Paul Anderson, Tribune column, 22 January 2010
Reforming the voting system is an anorak thing most of the time – but every now and again it breaks out of the closet, as it has in the past few months.
A year ago, electoral reform was barely on the agenda. Labour had won three elections in a row promising a referendum on the way we vote for MPs, and in government it had introduced different versions of proportional representation for elections to the European Parliament, the Scottish Parliament, the Welsh Assembly and the London Assembly. Roy Jenkins had laboured mightily during Labour’s first term to produce a report recommending a more proportional system for electing the Commons, published in 1998. But the promised referendum on the Commons voting system had not happened – and since becoming prime minister Gordon Brown had given no indication of interest in it.
Then, however, came the MPs’ expenses scandal – and suddenly electoral reform once again lurched into view. There were letters in the papers and petitions demanding change. At last autumn’s Labour conference Brown promised a referendum on the voting system to allow voters to choose between the first-past-the-post status quo and the alternative vote (in which you have single member constituencies and mark your ballot paper “1, 2, 3, 4” in order of preference instead of “X”). And last month, Jack Straw, the justice secretary, said the government would legislate before the general election for such a referendum. Cue more letters in the papers and, of course, a backlash against the referendum among Labour MPs – apparently led by Ed Balls, the schools secretary – culminating in a meeting of the Parliamentary Labour Party on Monday that seems to have come to no conclusion whatsoever.
I’ve been an anorak on electoral reform for getting on for 25 years, but I’m afraid I’ve found it a bit difficult to get worked up about it this time round.
On one hand, what’s most likely to be on offer (if anything) is deeply unattractive. A multi-choice referendum with the options of the status quo, the alternative vote and a proportional electoral system would be fine. But a choice between first-past-the-post and AV is not. AV is not a system of proportional representation – and it’s not a step towards PR. Indeed, in many respects it’s worse than first-past-the-post when it comes to reflecting the spread of opinion in the electorate: voting “1, 2, 3, 4” and redistributing preferences means that the least unpopular candidate wins in every constituency. Big deal!
On the other hand, it’s a bit late for Labour to be changing the voting system. Yes, it’s a matter of democratic principle, and yes, I’ve signed the petitions, but legislating for potential change now, with a general election imminent and Labour 10 points behind in the opinion polls, smacks of desperate opportunism.
What ought to have happened is easy enough to spell out. Labour should have agreed in 1994 or 1995 to propose a sweeping new constitutional settlement for the UK in its first term, with proportional representation for Westminster elections integrated with a democratic second chamber based on regional and national devolution – so that, when implemented, we’d have had something like the federal republic of Germany as our political system. Of course, that’s just a bit too neat: there are plenty of things in the German basic law that wouldn’t have worked for Britain, not least because we’ve got three stroppy Bavarias to contend with, hazy boundaries to regional identities in England and a monarchy (at least in stage one) ... but you get my drift.
The idea of a “big package” constitutional revolution was first given traction by Stuart Weir, Anthony Barnett and others who set up Charter 88 in the wake of the 1987 general election. They were dismissed at first by the Labour leadership – Neil Kinnock famously described them as a bunch of “whiners, whingers and wankers” – but Kinnock and others gradually came round. By 1993, a Labour Party commission headed by Raymond Plant had recommended an end to first-past-the-post Westminster elections – and with a democratic Lords and devolution to Scotland and Wales solid Labour policy under John Smith (and John Prescott winning the argument on regional government for England in Labour circles), it looked as if a Labour government just might do the business.
Instead, Smith died, and Tony Blair decided that constitutional questions were a diversion. The focus groups didn’t see them as a priority. Labour rowed back from electoral reform and promised referendums galore on devolution. Lords reform was watered down.
What was left by 1997 was worth having, particularly devolution to Scotland and Wales. But the government lost all momentum on the constitution by 2001– both on Lords reform, which was appallingly fudged and then put out for endless consultation, and on electoral reform, on which nothing happened after Jenkins produced his report. English regionalism breathed its last as a cause (at least for now) after a farcical referendum in the north-east voted no to a regional assembly in 2004.
It is a sorry story of opportunities missed – and it would be great if the government could make amends, just a little, in the next couple of months. But something tells me that this is going to be one for the Labour manifesto after next.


- **EXERCISE INSTRUCTIONS**
Within the entries below, find the portion that opens with the line containing "What do you see at coordinates (188, 244)" and closes with the line containing "The image size is (1338, 635).". Retype that portion exactly and only.

RECORDS START

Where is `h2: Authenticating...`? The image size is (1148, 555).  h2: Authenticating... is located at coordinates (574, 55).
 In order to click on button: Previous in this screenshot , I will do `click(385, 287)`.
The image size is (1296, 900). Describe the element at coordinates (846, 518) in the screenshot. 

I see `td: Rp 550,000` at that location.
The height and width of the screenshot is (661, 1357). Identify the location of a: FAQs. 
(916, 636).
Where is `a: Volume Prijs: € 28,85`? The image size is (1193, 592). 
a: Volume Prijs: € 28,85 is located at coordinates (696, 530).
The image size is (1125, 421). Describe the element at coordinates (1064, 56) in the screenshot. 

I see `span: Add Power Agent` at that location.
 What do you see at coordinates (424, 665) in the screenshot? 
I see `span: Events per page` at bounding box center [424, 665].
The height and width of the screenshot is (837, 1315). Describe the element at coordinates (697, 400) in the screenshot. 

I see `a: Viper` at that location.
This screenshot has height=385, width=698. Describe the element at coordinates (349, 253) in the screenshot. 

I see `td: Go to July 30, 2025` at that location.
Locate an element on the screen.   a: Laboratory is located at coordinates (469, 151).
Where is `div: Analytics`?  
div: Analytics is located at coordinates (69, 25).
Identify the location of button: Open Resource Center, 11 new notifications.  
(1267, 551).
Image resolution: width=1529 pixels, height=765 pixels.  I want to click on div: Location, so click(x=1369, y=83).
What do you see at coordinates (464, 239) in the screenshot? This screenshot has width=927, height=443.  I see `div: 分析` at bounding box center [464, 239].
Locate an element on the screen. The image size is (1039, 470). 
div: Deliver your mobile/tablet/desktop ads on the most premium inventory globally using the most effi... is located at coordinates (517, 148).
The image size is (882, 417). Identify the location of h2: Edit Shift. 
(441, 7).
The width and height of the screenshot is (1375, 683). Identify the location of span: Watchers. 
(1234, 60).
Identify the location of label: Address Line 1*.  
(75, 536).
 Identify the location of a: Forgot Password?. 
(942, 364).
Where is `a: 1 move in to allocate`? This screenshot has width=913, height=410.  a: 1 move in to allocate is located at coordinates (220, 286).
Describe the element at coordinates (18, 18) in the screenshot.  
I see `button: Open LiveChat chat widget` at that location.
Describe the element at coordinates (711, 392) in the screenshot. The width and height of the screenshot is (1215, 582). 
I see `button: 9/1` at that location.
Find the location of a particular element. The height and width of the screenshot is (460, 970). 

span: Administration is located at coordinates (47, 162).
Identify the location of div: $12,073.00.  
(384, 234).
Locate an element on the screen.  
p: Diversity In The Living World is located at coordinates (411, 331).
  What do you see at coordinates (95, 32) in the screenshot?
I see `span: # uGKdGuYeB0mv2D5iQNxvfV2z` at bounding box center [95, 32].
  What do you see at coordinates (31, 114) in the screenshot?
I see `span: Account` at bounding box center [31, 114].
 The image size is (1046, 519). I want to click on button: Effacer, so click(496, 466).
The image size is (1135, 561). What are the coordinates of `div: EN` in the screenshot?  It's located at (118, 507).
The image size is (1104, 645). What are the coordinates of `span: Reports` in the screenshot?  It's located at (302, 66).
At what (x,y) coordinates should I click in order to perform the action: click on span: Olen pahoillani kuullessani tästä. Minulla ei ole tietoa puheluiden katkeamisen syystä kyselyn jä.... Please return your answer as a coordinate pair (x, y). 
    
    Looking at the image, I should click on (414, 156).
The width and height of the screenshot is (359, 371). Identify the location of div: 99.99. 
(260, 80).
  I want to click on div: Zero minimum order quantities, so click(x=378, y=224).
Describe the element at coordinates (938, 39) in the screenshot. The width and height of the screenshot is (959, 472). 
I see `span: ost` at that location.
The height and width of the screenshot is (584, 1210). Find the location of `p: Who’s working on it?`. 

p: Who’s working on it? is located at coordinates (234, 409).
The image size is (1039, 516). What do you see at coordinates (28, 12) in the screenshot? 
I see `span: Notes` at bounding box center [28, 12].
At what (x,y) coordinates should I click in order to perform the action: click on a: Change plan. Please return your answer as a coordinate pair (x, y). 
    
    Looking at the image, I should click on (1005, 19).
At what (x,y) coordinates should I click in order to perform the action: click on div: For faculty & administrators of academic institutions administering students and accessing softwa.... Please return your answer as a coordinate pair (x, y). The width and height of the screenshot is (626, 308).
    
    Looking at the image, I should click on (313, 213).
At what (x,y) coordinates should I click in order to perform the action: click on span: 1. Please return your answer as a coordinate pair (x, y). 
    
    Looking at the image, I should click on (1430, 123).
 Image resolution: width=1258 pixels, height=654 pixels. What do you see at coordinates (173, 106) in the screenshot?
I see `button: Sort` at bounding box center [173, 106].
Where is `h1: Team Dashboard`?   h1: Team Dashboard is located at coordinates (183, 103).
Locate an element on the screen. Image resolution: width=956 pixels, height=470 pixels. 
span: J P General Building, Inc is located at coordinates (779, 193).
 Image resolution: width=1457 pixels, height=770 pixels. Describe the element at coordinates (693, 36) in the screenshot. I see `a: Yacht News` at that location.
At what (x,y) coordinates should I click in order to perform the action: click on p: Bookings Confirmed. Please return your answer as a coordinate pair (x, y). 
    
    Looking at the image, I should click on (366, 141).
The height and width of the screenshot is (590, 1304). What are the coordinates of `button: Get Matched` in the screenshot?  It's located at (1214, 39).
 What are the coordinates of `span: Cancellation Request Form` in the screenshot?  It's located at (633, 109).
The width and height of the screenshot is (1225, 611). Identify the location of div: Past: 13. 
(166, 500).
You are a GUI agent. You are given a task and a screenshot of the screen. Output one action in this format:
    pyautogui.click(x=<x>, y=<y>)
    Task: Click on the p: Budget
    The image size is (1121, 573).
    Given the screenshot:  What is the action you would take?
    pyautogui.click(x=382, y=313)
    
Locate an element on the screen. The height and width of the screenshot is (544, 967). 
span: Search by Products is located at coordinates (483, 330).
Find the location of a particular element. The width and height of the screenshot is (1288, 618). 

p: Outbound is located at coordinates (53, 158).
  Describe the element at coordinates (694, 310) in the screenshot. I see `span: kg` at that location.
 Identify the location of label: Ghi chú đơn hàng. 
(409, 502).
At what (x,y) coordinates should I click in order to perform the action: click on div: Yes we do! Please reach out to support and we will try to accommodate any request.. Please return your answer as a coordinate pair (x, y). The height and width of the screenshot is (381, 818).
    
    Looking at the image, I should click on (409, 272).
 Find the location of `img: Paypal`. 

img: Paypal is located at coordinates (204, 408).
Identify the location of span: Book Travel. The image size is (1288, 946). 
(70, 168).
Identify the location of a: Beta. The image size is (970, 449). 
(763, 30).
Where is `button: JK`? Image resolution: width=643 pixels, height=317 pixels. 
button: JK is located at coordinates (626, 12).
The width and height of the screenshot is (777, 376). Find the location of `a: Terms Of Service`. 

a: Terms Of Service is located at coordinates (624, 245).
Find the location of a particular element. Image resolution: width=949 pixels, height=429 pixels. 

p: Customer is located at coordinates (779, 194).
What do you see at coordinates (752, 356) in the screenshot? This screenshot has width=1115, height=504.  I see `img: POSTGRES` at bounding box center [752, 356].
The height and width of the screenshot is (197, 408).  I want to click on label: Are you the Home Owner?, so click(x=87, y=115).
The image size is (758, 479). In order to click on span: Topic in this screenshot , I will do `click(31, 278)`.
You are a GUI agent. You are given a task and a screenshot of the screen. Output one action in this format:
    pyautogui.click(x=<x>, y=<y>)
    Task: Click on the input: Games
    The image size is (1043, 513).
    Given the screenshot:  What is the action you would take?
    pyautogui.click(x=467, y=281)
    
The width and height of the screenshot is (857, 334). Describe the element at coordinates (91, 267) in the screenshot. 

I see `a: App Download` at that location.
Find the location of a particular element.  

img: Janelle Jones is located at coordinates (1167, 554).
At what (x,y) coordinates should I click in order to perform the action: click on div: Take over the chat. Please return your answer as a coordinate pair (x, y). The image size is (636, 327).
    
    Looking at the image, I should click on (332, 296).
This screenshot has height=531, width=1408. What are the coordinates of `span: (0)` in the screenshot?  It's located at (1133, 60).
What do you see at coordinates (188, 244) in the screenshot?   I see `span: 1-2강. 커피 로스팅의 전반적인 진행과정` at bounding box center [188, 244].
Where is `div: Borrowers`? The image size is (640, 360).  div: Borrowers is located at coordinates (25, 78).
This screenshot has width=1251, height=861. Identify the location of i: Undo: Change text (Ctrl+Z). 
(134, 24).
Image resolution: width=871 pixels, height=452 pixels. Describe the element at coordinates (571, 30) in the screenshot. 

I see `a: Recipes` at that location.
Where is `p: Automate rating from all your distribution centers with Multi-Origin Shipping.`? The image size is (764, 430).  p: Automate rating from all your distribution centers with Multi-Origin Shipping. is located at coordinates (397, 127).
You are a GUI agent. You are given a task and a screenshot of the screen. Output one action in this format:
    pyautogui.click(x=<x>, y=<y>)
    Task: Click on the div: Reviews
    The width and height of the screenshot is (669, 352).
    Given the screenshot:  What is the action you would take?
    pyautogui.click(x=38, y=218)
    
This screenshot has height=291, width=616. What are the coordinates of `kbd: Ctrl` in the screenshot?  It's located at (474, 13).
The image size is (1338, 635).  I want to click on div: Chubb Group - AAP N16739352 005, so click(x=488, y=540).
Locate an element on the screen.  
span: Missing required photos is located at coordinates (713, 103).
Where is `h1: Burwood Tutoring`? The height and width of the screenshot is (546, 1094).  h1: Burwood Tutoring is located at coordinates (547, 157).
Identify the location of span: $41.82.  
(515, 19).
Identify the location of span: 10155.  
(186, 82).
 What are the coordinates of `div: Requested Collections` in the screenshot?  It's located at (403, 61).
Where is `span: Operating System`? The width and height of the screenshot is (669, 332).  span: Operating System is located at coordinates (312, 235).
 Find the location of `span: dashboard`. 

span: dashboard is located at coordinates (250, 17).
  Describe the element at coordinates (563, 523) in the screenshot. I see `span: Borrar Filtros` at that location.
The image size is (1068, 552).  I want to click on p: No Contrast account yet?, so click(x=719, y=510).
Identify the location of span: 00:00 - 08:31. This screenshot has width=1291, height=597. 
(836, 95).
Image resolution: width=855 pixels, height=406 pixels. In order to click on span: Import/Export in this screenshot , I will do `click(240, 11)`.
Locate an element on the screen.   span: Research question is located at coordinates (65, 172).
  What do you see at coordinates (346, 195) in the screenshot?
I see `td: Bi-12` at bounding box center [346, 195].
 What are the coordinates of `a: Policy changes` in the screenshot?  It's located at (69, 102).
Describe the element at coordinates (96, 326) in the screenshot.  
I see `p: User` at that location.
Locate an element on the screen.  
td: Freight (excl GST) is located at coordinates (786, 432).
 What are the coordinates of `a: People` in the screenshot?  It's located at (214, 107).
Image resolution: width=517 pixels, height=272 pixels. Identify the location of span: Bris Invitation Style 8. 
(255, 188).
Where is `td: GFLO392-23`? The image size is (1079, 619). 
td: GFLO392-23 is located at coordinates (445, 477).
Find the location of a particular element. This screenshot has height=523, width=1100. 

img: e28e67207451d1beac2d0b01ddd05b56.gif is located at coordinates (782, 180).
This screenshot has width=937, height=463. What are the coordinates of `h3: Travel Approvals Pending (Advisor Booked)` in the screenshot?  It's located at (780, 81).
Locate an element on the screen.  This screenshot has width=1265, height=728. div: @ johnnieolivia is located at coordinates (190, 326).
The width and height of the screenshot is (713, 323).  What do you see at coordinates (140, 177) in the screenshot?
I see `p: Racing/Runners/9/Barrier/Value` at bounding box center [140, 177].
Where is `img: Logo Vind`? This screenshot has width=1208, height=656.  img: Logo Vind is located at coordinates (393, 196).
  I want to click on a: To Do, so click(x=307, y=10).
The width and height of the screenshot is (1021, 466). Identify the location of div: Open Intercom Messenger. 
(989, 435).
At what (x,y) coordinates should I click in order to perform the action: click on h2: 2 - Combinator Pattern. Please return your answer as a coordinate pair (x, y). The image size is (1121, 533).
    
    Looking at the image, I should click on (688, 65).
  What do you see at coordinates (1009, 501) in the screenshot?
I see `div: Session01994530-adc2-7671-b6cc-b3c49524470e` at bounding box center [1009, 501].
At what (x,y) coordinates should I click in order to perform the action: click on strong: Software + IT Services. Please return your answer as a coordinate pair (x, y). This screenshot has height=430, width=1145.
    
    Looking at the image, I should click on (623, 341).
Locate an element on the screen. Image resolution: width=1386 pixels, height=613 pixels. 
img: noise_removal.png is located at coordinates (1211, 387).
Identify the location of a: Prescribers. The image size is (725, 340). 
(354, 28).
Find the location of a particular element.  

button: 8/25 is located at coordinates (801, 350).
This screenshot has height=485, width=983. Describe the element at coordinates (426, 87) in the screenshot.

RECORDS END

- **SOLUTION TO THIS PROBLEM**
What do you see at coordinates (188, 244) in the screenshot?   I see `span: 1-2강. 커피 로스팅의 전반적인 진행과정` at bounding box center [188, 244].
Where is `div: Borrowers`? The image size is (640, 360).  div: Borrowers is located at coordinates (25, 78).
This screenshot has width=1251, height=861. Identify the location of i: Undo: Change text (Ctrl+Z). 
(134, 24).
Image resolution: width=871 pixels, height=452 pixels. Describe the element at coordinates (571, 30) in the screenshot. 

I see `a: Recipes` at that location.
Where is `p: Automate rating from all your distribution centers with Multi-Origin Shipping.`? The image size is (764, 430).  p: Automate rating from all your distribution centers with Multi-Origin Shipping. is located at coordinates (397, 127).
You are a GUI agent. You are given a task and a screenshot of the screen. Output one action in this format:
    pyautogui.click(x=<x>, y=<y>)
    Task: Click on the div: Reviews
    The width and height of the screenshot is (669, 352).
    Given the screenshot:  What is the action you would take?
    pyautogui.click(x=38, y=218)
    
This screenshot has height=291, width=616. What are the coordinates of `kbd: Ctrl` in the screenshot?  It's located at (474, 13).
The image size is (1338, 635).  I want to click on div: Chubb Group - AAP N16739352 005, so click(x=488, y=540).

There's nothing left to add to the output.